Things have changed since the last time I renewed. They don't process your license on site anymore. They give you a temporary slip of paper to provide as requested, and your new license arrives by mail within a week, from St. Louis, or Wichita, or somewhere. This surprises me, a little. It's hard to believe in this day and age that it is more efficient, or cost saving, to outsource production, and out-of-state no less, but I can say (at least) that it arrived within 7 business days, as promised. No hassle.

And I have to admit, the license that arrived is remarkable. Sporting a modern design that takes into consideration our society's appetite for visual stimulation ('packaging' as important here, it would seem, as it is on a bag of Doritos, or an NFL-sponsored beer can), it's also decked out in a lot more of the 'bling' that, for better or worse, defines the age we live in - an age in which, for security purposes, everything must be watermarked and hologrammed to the Nth degree, in an effort to combat/discourage tampering and forgery. It's not a stretch to suggest that these days your license isn't so much about proving you are allowed to drive a car as it is proving that you are who you say you are (or think you are ;-)...proving your identity, and more importantly, ensuring someone else hasn't stolen it.

My new license has all the pertinent information, all the physical stats, like usual.
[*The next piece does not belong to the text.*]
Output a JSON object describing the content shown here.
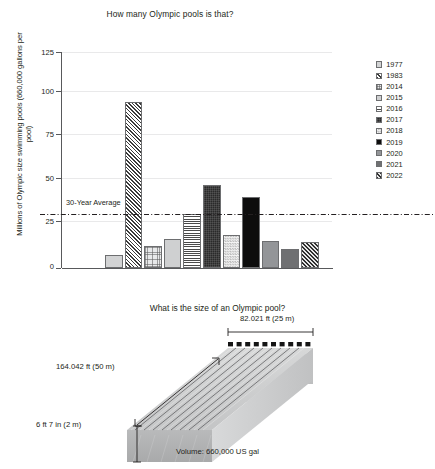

There is a picture of me on the left, but now a weird, clear version of the same picture on the right as well, with my name represented in a squiggly line below (not sure what that's all about; doesn't seem all that different from Microsoft WordArt). Directly below the actual picture, my birth month is stamped in big block letters, allowing me to fool no one.


FRESH NEW LICENSE, FRESH NEW LOOK...TIRED, MIDDLE AGED JGLO - I've saved all my old driver's licenses over time, since receiving my first in January 1989 (on the first try, thank you very much). Can it be that in the ensuing quarter century, I have gained 45 pounds!? 8-/

But what really struck me was the expiration date, that is, the next time I will be required to get my license renewed: December 25, 2023.

The day I turn 51.

I've been dwelling on the passage of time as it relates to my getting older for a while now. I went through what I believe (hope) was a mid-life crisis a year or two ago. All things considered, that transpired smoothly: I didn't go off any type of deep end, didn't start wearing the wrong clothes, or try to surgically alter my appearance in any way, didn't start using words like "beast" and "legit" (although I WAS called out once for trying to sneak 'baby mama' into a conversation...lol.)  I mostly became keenly aware of how quickly time is passing, and I admit, was kept up a few anxious nights fretting over the outrage of it all, before finally accepting it.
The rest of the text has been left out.